OLD NATHAN by David Drake

Spanish King stumbled to the ground when the aurochs disappeared. His forelegs folded under him, and the gouting neck wound rubbed the furrow his lower jaw gouged in the dirt.

Old Nathan thought the black bull had died in the moment of victory, but when he ran to the beast, cursing the Devil in whom he believed as he could not God, King wallowed up from the side on which he had fallen. The bull got his forelegs beneath him, but instead of trying to rise he let his haunches down as well so that he lay on the ground in a parody of relaxation.

The cunning man knelt beside the black bull and pressed his right hand to the wound, muttering the words by which he marshalled the forces within himself to staunch the blood. It wasn’t any good. On the lids of his closed eyes he could see the form of Spanish King wasting away like a salt carving in water, and his palm burned as if he held it in a stream of liquid rock.

“No, let it go, old man,” the bull said in a voice gentler than any his master had ever heard come from his throat.

“Damn ye!” Old Nathan snarled, his eyes pressed closed because the tears would wash down even harder if he opened the lids. “You hold hard er I’ll crack yer neck fer ye!”

“A big ‘un,” said Spanish King slowly. “But we showed ‘im, old man. We showed that ‘un who rules here.”

“There was never yer like, big feller,” murmured Old Nathan with his face pressed against the steaming neck of the bull. “There’ll never be yer like, not till the sun goes cold.”

The great black head lowered to the ground. “. . . showed ‘im,” whispered Spanish King as he died.

* * *

John Boardman rode his bay gelding slowly through the newground, coming from the west end as the piebald bull had done earlier that morning. His bitch gamboled about the man and horse, rushing from stump to charred brush pile, yapping enthusiastically at the small birds he put up. When the blond dog noticed Old Nathan, she trotted over to him a hundred yards in advance of her master. Her head was thrown back and her tail held high, giving the impression that she was already in flight after a rebuff.

“G’day t’ ye,” said the bitch, well back from the arc Old Nathan could sweep with the knife he wielded. She could smell his mood, and she had no way of telling that it was not directed at her or the world of which she was one of the nearer parts.

“I’ve knowed better,” said the cunning man. He wiped the knife’s longer blade on the bull’s hide to clean the steel, then cocked up the sole of his left boot and stropped the edge on it, two strokes to a side with a metronome’s precision. He paused and added with the same lack of anything but a desire to be precise, “And worse, I reckon. Maybe worse.”

“Chased off t’other bull, did he?” the bitch remarked, stretching her muzzle out to snuffle Spanish King. Her right forepaw began a cautious step forward as she continued, “Wouldn’t hev believed it, but he’s gone sure ’nuff. Mean ‘un, thet. Too mean t’ live nor die, seemed t’ me.”

“Whoa, Virgil!” John Boardman called to his gelding, who had stopped twenty feet from the carcase anyway. The odors of blood and death threw the horse into a shivering panic not far short of driving him off in a mad stampede back up the way he had come. The gelding calmed somewhat when his rider dismounted, knotted the reins on an upturned tree root, and stepped between him and the scene of slaughter.

“Well, I reckon ye did it,” said Boardman as he approached Old Nathan as cautiously as his dog had done a moment before. The landowner could not scent fiery rage in the cunning man’s sweat, but he could watch and wonder at the knife and the sinewed, capable hands flaying a strip of hide from the bull’s back.

“I rode all the way from the west boundary cut t’ here,” the younger man continued—standing out of knife range. “And Virgil shied nary onct but when a pigeon flapped up in ‘is face. Couldn’t hev rid ‘im here this time yestiddy.”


ASSIGNMENT
Return the following data exactly, with all pictures left out.

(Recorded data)
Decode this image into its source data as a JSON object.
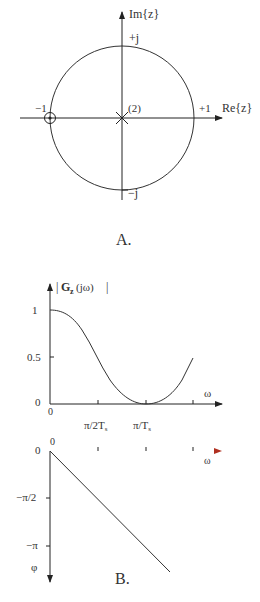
{
  "panel_a": {
    "caption": "A.",
    "im_axis_label": "Im{z}",
    "re_axis_label": "Re{z}",
    "plus_j": "+j",
    "minus_j": "−j",
    "minus_one": "−1",
    "plus_one": "+1",
    "pole_multiplicity": "(2)",
    "zero_location": "z = −1",
    "pole_location": "z = 0 (double)"
  },
  "panel_b": {
    "caption": "B.",
    "magnitude": {
      "ylabel": "|Gz(jω)|",
      "ylabel_main": "G",
      "ylabel_sub": "z",
      "ylabel_arg": "(jω)",
      "y_ticks": [
        "1",
        "0.5",
        "0"
      ],
      "x_ticks": [
        "0",
        "π/2Ts",
        "π/Ts"
      ],
      "x_tick_1_main": "π/2T",
      "x_tick_1_sub": "s",
      "x_tick_2_main": "π/T",
      "x_tick_2_sub": "s",
      "xlabel": "ω"
    },
    "phase": {
      "origin_x": "0",
      "origin_y": "0",
      "y_ticks": [
        "−π/2",
        "−π"
      ],
      "ylabel": "φ",
      "xlabel": "ω"
    }
  },
  "colors": {
    "axis": "#222222",
    "curve": "#333333",
    "phase_axis_start": "#2aa6b8",
    "phase_axis_end": "#e03a2a"
  }
}
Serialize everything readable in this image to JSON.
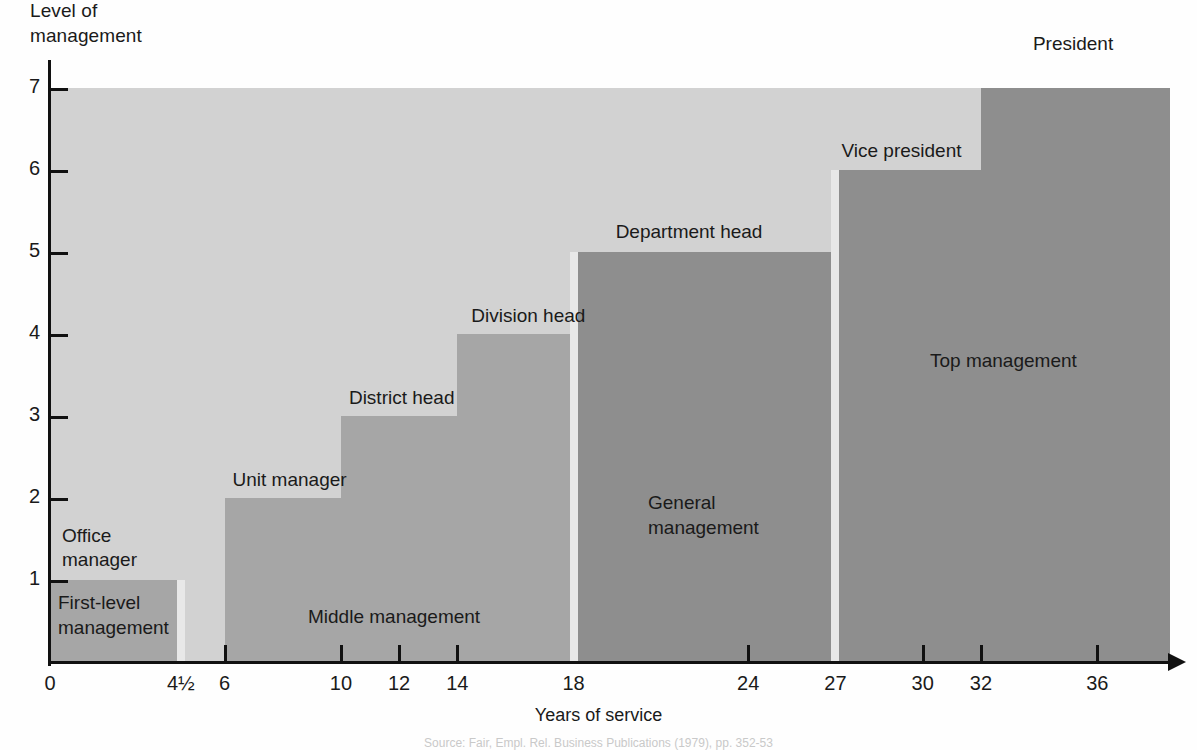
{
  "chart_data": {
    "type": "bar",
    "title": "",
    "xlabel": "Years of service",
    "ylabel": "Level of\nmanagement",
    "xlim": [
      0,
      38.5
    ],
    "ylim": [
      0,
      7.3
    ],
    "grid": false,
    "legend_position": "none",
    "xticks": [
      {
        "value": 0,
        "label": "0"
      },
      {
        "value": 4.5,
        "label": "4½"
      },
      {
        "value": 6,
        "label": "6"
      },
      {
        "value": 10,
        "label": "10"
      },
      {
        "value": 12,
        "label": "12"
      },
      {
        "value": 14,
        "label": "14"
      },
      {
        "value": 18,
        "label": "18"
      },
      {
        "value": 24,
        "label": "24"
      },
      {
        "value": 27,
        "label": "27"
      },
      {
        "value": 30,
        "label": "30"
      },
      {
        "value": 32,
        "label": "32"
      },
      {
        "value": 36,
        "label": "36"
      }
    ],
    "yticks": [
      {
        "value": 1,
        "label": "1"
      },
      {
        "value": 2,
        "label": "2"
      },
      {
        "value": 3,
        "label": "3"
      },
      {
        "value": 4,
        "label": "4"
      },
      {
        "value": 5,
        "label": "5"
      },
      {
        "value": 6,
        "label": "6"
      },
      {
        "value": 7,
        "label": "7"
      }
    ],
    "steps": [
      {
        "label": "Office\nmanager",
        "level": 1,
        "x_start": 0,
        "x_end": 4.5,
        "tier": "first-level"
      },
      {
        "label": "Unit manager",
        "level": 2,
        "x_start": 6,
        "x_end": 10,
        "tier": "middle"
      },
      {
        "label": "District head",
        "level": 3,
        "x_start": 10,
        "x_end": 14,
        "tier": "middle"
      },
      {
        "label": "Division head",
        "level": 4,
        "x_start": 14,
        "x_end": 18,
        "tier": "middle"
      },
      {
        "label": "Department head",
        "level": 5,
        "x_start": 18,
        "x_end": 27,
        "tier": "general"
      },
      {
        "label": "Vice president",
        "level": 6,
        "x_start": 27,
        "x_end": 32,
        "tier": "top"
      },
      {
        "label": "President",
        "level": 7,
        "x_start": 32,
        "x_end": 38.5,
        "tier": "top"
      }
    ],
    "tiers": [
      {
        "name": "First-level\nmanagement",
        "x_start": 0,
        "x_end": 4.5,
        "color": "#a6a6a6"
      },
      {
        "name": "Middle management",
        "x_start": 6,
        "x_end": 18,
        "color": "#a6a6a6"
      },
      {
        "name": "General\nmanagement",
        "x_start": 18,
        "x_end": 27,
        "color": "#8e8e8e"
      },
      {
        "name": "Top management",
        "x_start": 27,
        "x_end": 38.5,
        "color": "#8e8e8e"
      }
    ],
    "colors": {
      "background_light": "#d2d2d2",
      "tier_middle": "#a6a6a6",
      "tier_dark": "#8e8e8e",
      "axis": "#111111",
      "page": "#fefefe"
    }
  },
  "caption": "Source: Fair, Empl. Rel. Business Publications (1979), pp. 352-53"
}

RESPONSE
Decode this image into its source data as a JSON object.
{
  "panel_a": {
    "caption": "A.",
    "im_axis_label": "Im{z}",
    "re_axis_label": "Re{z}",
    "plus_j": "+j",
    "minus_j": "−j",
    "minus_one": "−1",
    "plus_one": "+1",
    "pole_multiplicity": "(2)",
    "zero_location": "z = −1",
    "pole_location": "z = 0 (double)"
  },
  "panel_b": {
    "caption": "B.",
    "magnitude": {
      "ylabel": "|Gz(jω)|",
      "ylabel_main": "G",
      "ylabel_sub": "z",
      "ylabel_arg": "(jω)",
      "y_ticks": [
        "1",
        "0.5",
        "0"
      ],
      "x_ticks": [
        "0",
        "π/2Ts",
        "π/Ts"
      ],
      "x_tick_1_main": "π/2T",
      "x_tick_1_sub": "s",
      "x_tick_2_main": "π/T",
      "x_tick_2_sub": "s",
      "xlabel": "ω"
    },
    "phase": {
      "origin_x": "0",
      "origin_y": "0",
      "y_ticks": [
        "−π/2",
        "−π"
      ],
      "ylabel": "φ",
      "xlabel": "ω"
    }
  },
  "colors": {
    "axis": "#222222",
    "curve": "#333333",
    "phase_axis_start": "#2aa6b8",
    "phase_axis_end": "#e03a2a"
  }
}
Serialize everything readable in this image to JSON.
{
  "chart_data": {
    "type": "bar",
    "title": "",
    "xlabel": "Years of service",
    "ylabel": "Level of\nmanagement",
    "xlim": [
      0,
      38.5
    ],
    "ylim": [
      0,
      7.3
    ],
    "grid": false,
    "legend_position": "none",
    "xticks": [
      {
        "value": 0,
        "label": "0"
      },
      {
        "value": 4.5,
        "label": "4½"
      },
      {
        "value": 6,
        "label": "6"
      },
      {
        "value": 10,
        "label": "10"
      },
      {
        "value": 12,
        "label": "12"
      },
      {
        "value": 14,
        "label": "14"
      },
      {
        "value": 18,
        "label": "18"
      },
      {
        "value": 24,
        "label": "24"
      },
      {
        "value": 27,
        "label": "27"
      },
      {
        "value": 30,
        "label": "30"
      },
      {
        "value": 32,
        "label": "32"
      },
      {
        "value": 36,
        "label": "36"
      }
    ],
    "yticks": [
      {
        "value": 1,
        "label": "1"
      },
      {
        "value": 2,
        "label": "2"
      },
      {
        "value": 3,
        "label": "3"
      },
      {
        "value": 4,
        "label": "4"
      },
      {
        "value": 5,
        "label": "5"
      },
      {
        "value": 6,
        "label": "6"
      },
      {
        "value": 7,
        "label": "7"
      }
    ],
    "steps": [
      {
        "label": "Office\nmanager",
        "level": 1,
        "x_start": 0,
        "x_end": 4.5,
        "tier": "first-level"
      },
      {
        "label": "Unit manager",
        "level": 2,
        "x_start": 6,
        "x_end": 10,
        "tier": "middle"
      },
      {
        "label": "District head",
        "level": 3,
        "x_start": 10,
        "x_end": 14,
        "tier": "middle"
      },
      {
        "label": "Division head",
        "level": 4,
        "x_start": 14,
        "x_end": 18,
        "tier": "middle"
      },
      {
        "label": "Department head",
        "level": 5,
        "x_start": 18,
        "x_end": 27,
        "tier": "general"
      },
      {
        "label": "Vice president",
        "level": 6,
        "x_start": 27,
        "x_end": 32,
        "tier": "top"
      },
      {
        "label": "President",
        "level": 7,
        "x_start": 32,
        "x_end": 38.5,
        "tier": "top"
      }
    ],
    "tiers": [
      {
        "name": "First-level\nmanagement",
        "x_start": 0,
        "x_end": 4.5,
        "color": "#a6a6a6"
      },
      {
        "name": "Middle management",
        "x_start": 6,
        "x_end": 18,
        "color": "#a6a6a6"
      },
      {
        "name": "General\nmanagement",
        "x_start": 18,
        "x_end": 27,
        "color": "#8e8e8e"
      },
      {
        "name": "Top management",
        "x_start": 27,
        "x_end": 38.5,
        "color": "#8e8e8e"
      }
    ],
    "colors": {
      "background_light": "#d2d2d2",
      "tier_middle": "#a6a6a6",
      "tier_dark": "#8e8e8e",
      "axis": "#111111",
      "page": "#fefefe"
    }
  },
  "caption": "Source: Fair, Empl. Rel. Business Publications (1979), pp. 352-53"
}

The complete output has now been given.